Game Development Community

Glow on lights

by PsychoParrot · in Torque Game Engine Advanced · 02/16/2007 (10:24 am) · 7 replies

Hey guys,

I'm new to this shader stuff and wondered if anyone could help me out with an effect I'm trying to achieve or let me know if I'm wayy off ...

I have a texture, with some 'lights' on it and I want them to glow. I assumed that the way to do this would be to have the 'standard' texture on the first channel, then apply a black and white image to the second and apply glow to it ... like this:

mapTo = "RED_WALL_A";
baseTex = "RED_WALL_A";
texture[1] = "RED_WALL_A_e";
glow[1] = true;
emmisive[1]=true;

(where _e is my glow texture, containing only glowing areas and the rest black ... and RED_WALL_A is just a standard wall texture)

Unfortunately, it just seems to apply the glow to the whole texture (ie. not just the mask texture on texture[1])...

Thanks in advance for any help you guys can give me,

Jeff.

#1
02/16/2007 (10:45 am)
Try turning off the emissive flag, as I believe that "cancels out" a lot of transparency stuff. Also, if your second texture has transparency, you should set translucent[1] = true. Also try setting specifying baseTex[0], just so it doesn't leave anything "to chance" with the engine.

Other than that.... Brian?
#2
02/16/2007 (11:43 am)
Thanks, Mark ... setting the translucent helped, as I can see the texture underneath now ;)

Only problem is that I don't see any glow ...
#3
02/16/2007 (12:52 pm)
Oh hey! The "texture" property looks like its only used for CustomMaterials. Try using baseTex[0] and then baseTex[1] for your alpha blend. Remember that glow uses the texture colour, so the "glowing" colour will be the non-black colour on that second texture.
#4
02/16/2007 (10:21 pm)
What I normally do is similar to what Mark is doing, though I normally just make a copy of the original picture, and then use the lasso tool in photoshop to cut away all the parts of the image that are not supposed to glow so you have a transparent image with only the area that is part of the light left. And then I make a material definition like this:

new Material(Sniper2)
{
   baseTex[0] = "~/data/shapes/weapons/sniper/snr2_map.dds";
   bumpTex[0] = "~/data/shapes/weapons/sniper/snr2_map_nm.dds";
   baseTex[1] = "~/data/shapes/weapons/sniper/snr2_map_glow.dds";
   pixelSpecular[0] = true;
   specular[0] = "0.5 0.5 0.5 0.5";
   specularPower[0] = 8.0;
      glow[1] = true;
//      Cubemap = WChrome;
      MapTo = "snr2_map";
};

You might also want to make emissive[1] = true but that right there works fine. Only the non-transparent areas on the second pass glow, and it allows for a colored glow.
#5
02/17/2007 (5:26 pm)
Thanks for the awesome help :)

I now have lots of pretty, glowy things all over the place!

You guys rock.
#6
02/19/2007 (7:18 am)
Actually, it seems rather a hack :(

I just noticed when changing the lighting setup of the level that whenever I add anything to baseTex[1] it suddenly stops being affected by the sglights in the level... almost as if it automatically has an emmisive or something??

I can't figure it out ... the only areas that should have emissive are those on channel 1, as I have this now:

baseTex[0] = "RED_WALL_A";
 baseTex[1] = "RED_WALL_A_e";
 emissive[0] = false;
 emissive[1] = true;
 translucent[1] = true;
 glow[1] = true;
 MapTo = "RED_WALL_A";

I removed the specular because it was just causing wayyy too much light on surfaces...

But, from my understanding, the code above says:

1. Set texture channel 0 to my standard wall texture.
2. Set texture channel 1 to a 'glow mask' texture (transparent png with some white areas on it)
3. Make sure emissive for channel 0 is off.
4. Make sure emissive for channel 1 is on.
5. Apply translucent to channel 1, to allow for my transparency.
6. Make channel 1 glow.
7. Map it to the original material.

Am I understanding this right?

Isn't it easy to spell emissive wrong? :p
#7
02/19/2007 (9:23 am)
Have you tried it without the emissive flag? I've done a few experiments with it and I usually get better results (more what I'm looking for) when I turn emissive off, even when I think what I'm doing should use it. (Princess Bride quote: "You keep using that word, I do not think it means what you think it means.")

Also, the "mapTo" parameter is redundant with baseTex[0], unless your art tool exports the texture references with the extension (like Maya). Also I assume you've already been through this article?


Print every record exactly.

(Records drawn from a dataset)
[Start of Attachment]

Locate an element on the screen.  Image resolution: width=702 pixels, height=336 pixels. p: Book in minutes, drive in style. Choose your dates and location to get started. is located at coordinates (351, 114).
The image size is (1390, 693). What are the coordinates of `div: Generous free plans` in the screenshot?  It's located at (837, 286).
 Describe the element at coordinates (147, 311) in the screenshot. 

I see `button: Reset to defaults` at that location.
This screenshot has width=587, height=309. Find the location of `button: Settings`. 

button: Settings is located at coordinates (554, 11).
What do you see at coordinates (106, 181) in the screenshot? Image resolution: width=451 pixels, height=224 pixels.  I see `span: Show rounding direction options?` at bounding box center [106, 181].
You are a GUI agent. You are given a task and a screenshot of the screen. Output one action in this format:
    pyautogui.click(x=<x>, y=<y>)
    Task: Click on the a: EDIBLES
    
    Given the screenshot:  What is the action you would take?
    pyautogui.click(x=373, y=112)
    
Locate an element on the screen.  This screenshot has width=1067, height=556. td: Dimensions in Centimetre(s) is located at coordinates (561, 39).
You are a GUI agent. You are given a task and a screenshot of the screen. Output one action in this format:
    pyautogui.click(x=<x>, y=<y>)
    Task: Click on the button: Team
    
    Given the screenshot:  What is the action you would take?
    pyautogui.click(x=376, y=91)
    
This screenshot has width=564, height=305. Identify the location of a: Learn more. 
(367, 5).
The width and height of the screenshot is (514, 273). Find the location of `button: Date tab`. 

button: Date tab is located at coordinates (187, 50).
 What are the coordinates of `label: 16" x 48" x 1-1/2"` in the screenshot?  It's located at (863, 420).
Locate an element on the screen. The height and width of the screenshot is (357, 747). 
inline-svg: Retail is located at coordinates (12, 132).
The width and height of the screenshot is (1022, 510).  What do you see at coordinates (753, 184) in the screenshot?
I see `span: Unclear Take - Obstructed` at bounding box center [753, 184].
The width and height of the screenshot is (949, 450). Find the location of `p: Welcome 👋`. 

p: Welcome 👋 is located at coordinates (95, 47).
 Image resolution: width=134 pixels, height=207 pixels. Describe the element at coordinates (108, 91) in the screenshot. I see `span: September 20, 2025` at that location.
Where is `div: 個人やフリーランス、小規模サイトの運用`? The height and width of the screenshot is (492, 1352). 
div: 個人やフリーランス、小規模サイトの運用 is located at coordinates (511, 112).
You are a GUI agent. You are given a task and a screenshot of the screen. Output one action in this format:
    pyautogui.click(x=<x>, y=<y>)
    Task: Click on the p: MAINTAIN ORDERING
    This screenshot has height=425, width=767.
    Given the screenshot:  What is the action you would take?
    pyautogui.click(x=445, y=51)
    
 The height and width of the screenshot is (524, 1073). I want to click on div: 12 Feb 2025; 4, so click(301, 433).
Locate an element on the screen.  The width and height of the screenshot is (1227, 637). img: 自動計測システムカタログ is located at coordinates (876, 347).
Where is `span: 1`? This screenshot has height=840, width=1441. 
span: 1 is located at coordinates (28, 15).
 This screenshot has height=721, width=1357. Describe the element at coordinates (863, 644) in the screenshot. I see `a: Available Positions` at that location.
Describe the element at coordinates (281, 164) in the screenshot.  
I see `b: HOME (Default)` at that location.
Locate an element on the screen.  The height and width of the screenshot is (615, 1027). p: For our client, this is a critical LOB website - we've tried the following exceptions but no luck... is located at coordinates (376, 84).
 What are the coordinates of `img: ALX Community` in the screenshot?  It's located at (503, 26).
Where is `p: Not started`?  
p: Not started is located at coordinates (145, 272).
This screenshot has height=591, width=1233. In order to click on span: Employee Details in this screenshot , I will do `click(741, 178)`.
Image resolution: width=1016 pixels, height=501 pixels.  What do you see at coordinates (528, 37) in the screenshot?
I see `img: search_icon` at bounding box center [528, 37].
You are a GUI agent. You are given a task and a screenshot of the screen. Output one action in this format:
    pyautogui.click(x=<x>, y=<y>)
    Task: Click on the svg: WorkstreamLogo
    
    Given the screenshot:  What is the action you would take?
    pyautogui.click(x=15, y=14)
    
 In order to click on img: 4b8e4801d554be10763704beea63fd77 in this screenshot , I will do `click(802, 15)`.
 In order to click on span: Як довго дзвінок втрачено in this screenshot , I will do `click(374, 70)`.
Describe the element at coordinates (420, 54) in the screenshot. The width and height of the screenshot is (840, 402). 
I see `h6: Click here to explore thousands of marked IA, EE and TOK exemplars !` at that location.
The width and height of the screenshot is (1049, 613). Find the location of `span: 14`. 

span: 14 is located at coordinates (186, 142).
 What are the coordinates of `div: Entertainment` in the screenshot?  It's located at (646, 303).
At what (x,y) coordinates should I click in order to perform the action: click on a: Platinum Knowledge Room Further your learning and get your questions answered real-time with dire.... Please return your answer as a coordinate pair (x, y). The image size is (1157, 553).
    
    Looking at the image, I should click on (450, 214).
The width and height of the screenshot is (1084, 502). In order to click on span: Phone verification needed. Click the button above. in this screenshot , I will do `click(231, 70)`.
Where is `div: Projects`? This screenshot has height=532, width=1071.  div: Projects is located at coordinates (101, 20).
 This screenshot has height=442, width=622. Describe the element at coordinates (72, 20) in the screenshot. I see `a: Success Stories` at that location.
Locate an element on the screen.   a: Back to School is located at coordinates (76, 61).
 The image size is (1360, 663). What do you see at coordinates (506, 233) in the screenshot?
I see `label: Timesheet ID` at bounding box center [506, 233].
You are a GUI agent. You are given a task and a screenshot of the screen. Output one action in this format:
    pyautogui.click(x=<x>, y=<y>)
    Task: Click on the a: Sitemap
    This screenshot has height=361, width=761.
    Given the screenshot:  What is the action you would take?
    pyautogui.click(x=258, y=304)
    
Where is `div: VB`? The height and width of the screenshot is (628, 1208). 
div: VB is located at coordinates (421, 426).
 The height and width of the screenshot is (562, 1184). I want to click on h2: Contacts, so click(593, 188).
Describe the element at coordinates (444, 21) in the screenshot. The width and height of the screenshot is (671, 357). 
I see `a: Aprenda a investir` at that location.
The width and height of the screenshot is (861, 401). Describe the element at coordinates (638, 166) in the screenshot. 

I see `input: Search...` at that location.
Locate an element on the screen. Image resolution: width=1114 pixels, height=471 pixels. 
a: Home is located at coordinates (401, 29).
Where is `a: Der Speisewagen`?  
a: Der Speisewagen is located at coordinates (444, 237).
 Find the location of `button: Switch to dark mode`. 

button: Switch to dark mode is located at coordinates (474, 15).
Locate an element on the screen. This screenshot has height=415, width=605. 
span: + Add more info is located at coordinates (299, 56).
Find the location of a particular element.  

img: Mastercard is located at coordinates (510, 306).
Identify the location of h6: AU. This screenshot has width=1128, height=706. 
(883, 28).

[End of Attachment]

WRITTEN ANSWER:
Locate an element on the screen.  Image resolution: width=702 pixels, height=336 pixels. p: Book in minutes, drive in style. Choose your dates and location to get started. is located at coordinates (351, 114).
The image size is (1390, 693). What are the coordinates of `div: Generous free plans` in the screenshot?  It's located at (837, 286).
 Describe the element at coordinates (147, 311) in the screenshot. 

I see `button: Reset to defaults` at that location.
This screenshot has width=587, height=309. Find the location of `button: Settings`. 

button: Settings is located at coordinates (554, 11).
What do you see at coordinates (106, 181) in the screenshot? Image resolution: width=451 pixels, height=224 pixels.  I see `span: Show rounding direction options?` at bounding box center [106, 181].
You are a GUI agent. You are given a task and a screenshot of the screen. Output one action in this format:
    pyautogui.click(x=<x>, y=<y>)
    Task: Click on the a: EDIBLES
    
    Given the screenshot:  What is the action you would take?
    pyautogui.click(x=373, y=112)
    
Locate an element on the screen.  This screenshot has width=1067, height=556. td: Dimensions in Centimetre(s) is located at coordinates (561, 39).
You are a GUI agent. You are given a task and a screenshot of the screen. Output one action in this format:
    pyautogui.click(x=<x>, y=<y>)
    Task: Click on the button: Team
    
    Given the screenshot:  What is the action you would take?
    pyautogui.click(x=376, y=91)
    
This screenshot has width=564, height=305. Identify the location of a: Learn more. 
(367, 5).
The width and height of the screenshot is (514, 273). Find the location of `button: Date tab`. 

button: Date tab is located at coordinates (187, 50).
 What are the coordinates of `label: 16" x 48" x 1-1/2"` in the screenshot?  It's located at (863, 420).
Locate an element on the screen. The height and width of the screenshot is (357, 747). 
inline-svg: Retail is located at coordinates (12, 132).
The width and height of the screenshot is (1022, 510).  What do you see at coordinates (753, 184) in the screenshot?
I see `span: Unclear Take - Obstructed` at bounding box center [753, 184].
The width and height of the screenshot is (949, 450). Find the location of `p: Welcome 👋`. 

p: Welcome 👋 is located at coordinates (95, 47).
 Image resolution: width=134 pixels, height=207 pixels. Describe the element at coordinates (108, 91) in the screenshot. I see `span: September 20, 2025` at that location.
Where is `div: 個人やフリーランス、小規模サイトの運用`? The height and width of the screenshot is (492, 1352). 
div: 個人やフリーランス、小規模サイトの運用 is located at coordinates (511, 112).
You are a GUI agent. You are given a task and a screenshot of the screen. Output one action in this format:
    pyautogui.click(x=<x>, y=<y>)
    Task: Click on the p: MAINTAIN ORDERING
    This screenshot has height=425, width=767.
    Given the screenshot:  What is the action you would take?
    pyautogui.click(x=445, y=51)
    
 The height and width of the screenshot is (524, 1073). I want to click on div: 12 Feb 2025; 4, so click(301, 433).
Locate an element on the screen.  The width and height of the screenshot is (1227, 637). img: 自動計測システムカタログ is located at coordinates (876, 347).
Where is `span: 1`? This screenshot has height=840, width=1441. 
span: 1 is located at coordinates (28, 15).
 This screenshot has height=721, width=1357. Describe the element at coordinates (863, 644) in the screenshot. I see `a: Available Positions` at that location.
Describe the element at coordinates (281, 164) in the screenshot.  
I see `b: HOME (Default)` at that location.
Locate an element on the screen.  The height and width of the screenshot is (615, 1027). p: For our client, this is a critical LOB website - we've tried the following exceptions but no luck... is located at coordinates (376, 84).
 What are the coordinates of `img: ALX Community` in the screenshot?  It's located at (503, 26).
Where is `p: Not started`?  
p: Not started is located at coordinates (145, 272).
This screenshot has height=591, width=1233. In order to click on span: Employee Details in this screenshot , I will do `click(741, 178)`.
Image resolution: width=1016 pixels, height=501 pixels.  What do you see at coordinates (528, 37) in the screenshot?
I see `img: search_icon` at bounding box center [528, 37].
You are a GUI agent. You are given a task and a screenshot of the screen. Output one action in this format:
    pyautogui.click(x=<x>, y=<y>)
    Task: Click on the svg: WorkstreamLogo
    
    Given the screenshot:  What is the action you would take?
    pyautogui.click(x=15, y=14)
    
 In order to click on img: 4b8e4801d554be10763704beea63fd77 in this screenshot , I will do `click(802, 15)`.
 In order to click on span: Як довго дзвінок втрачено in this screenshot , I will do `click(374, 70)`.
Describe the element at coordinates (420, 54) in the screenshot. The width and height of the screenshot is (840, 402). 
I see `h6: Click here to explore thousands of marked IA, EE and TOK exemplars !` at that location.
The width and height of the screenshot is (1049, 613). Find the location of `span: 14`. 

span: 14 is located at coordinates (186, 142).
 What are the coordinates of `div: Entertainment` in the screenshot?  It's located at (646, 303).
At what (x,y) coordinates should I click in order to perform the action: click on a: Platinum Knowledge Room Further your learning and get your questions answered real-time with dire.... Please return your answer as a coordinate pair (x, y). The image size is (1157, 553).
    
    Looking at the image, I should click on (450, 214).
The width and height of the screenshot is (1084, 502). In order to click on span: Phone verification needed. Click the button above. in this screenshot , I will do `click(231, 70)`.
Where is `div: Projects`? This screenshot has height=532, width=1071.  div: Projects is located at coordinates (101, 20).
 This screenshot has height=442, width=622. Describe the element at coordinates (72, 20) in the screenshot. I see `a: Success Stories` at that location.
Locate an element on the screen.   a: Back to School is located at coordinates (76, 61).
 The image size is (1360, 663). What do you see at coordinates (506, 233) in the screenshot?
I see `label: Timesheet ID` at bounding box center [506, 233].
You are a GUI agent. You are given a task and a screenshot of the screen. Output one action in this format:
    pyautogui.click(x=<x>, y=<y>)
    Task: Click on the a: Sitemap
    This screenshot has height=361, width=761.
    Given the screenshot:  What is the action you would take?
    pyautogui.click(x=258, y=304)
    
Where is `div: VB`? The height and width of the screenshot is (628, 1208). 
div: VB is located at coordinates (421, 426).
 The height and width of the screenshot is (562, 1184). I want to click on h2: Contacts, so click(593, 188).
Describe the element at coordinates (444, 21) in the screenshot. The width and height of the screenshot is (671, 357). 
I see `a: Aprenda a investir` at that location.
The width and height of the screenshot is (861, 401). Describe the element at coordinates (638, 166) in the screenshot. 

I see `input: Search...` at that location.
Locate an element on the screen. Image resolution: width=1114 pixels, height=471 pixels. 
a: Home is located at coordinates (401, 29).
Where is `a: Der Speisewagen`?  
a: Der Speisewagen is located at coordinates (444, 237).
 Find the location of `button: Switch to dark mode`. 

button: Switch to dark mode is located at coordinates (474, 15).
Locate an element on the screen. This screenshot has height=415, width=605. 
span: + Add more info is located at coordinates (299, 56).
Find the location of a particular element.  

img: Mastercard is located at coordinates (510, 306).
Identify the location of h6: AU. This screenshot has width=1128, height=706. 
(883, 28).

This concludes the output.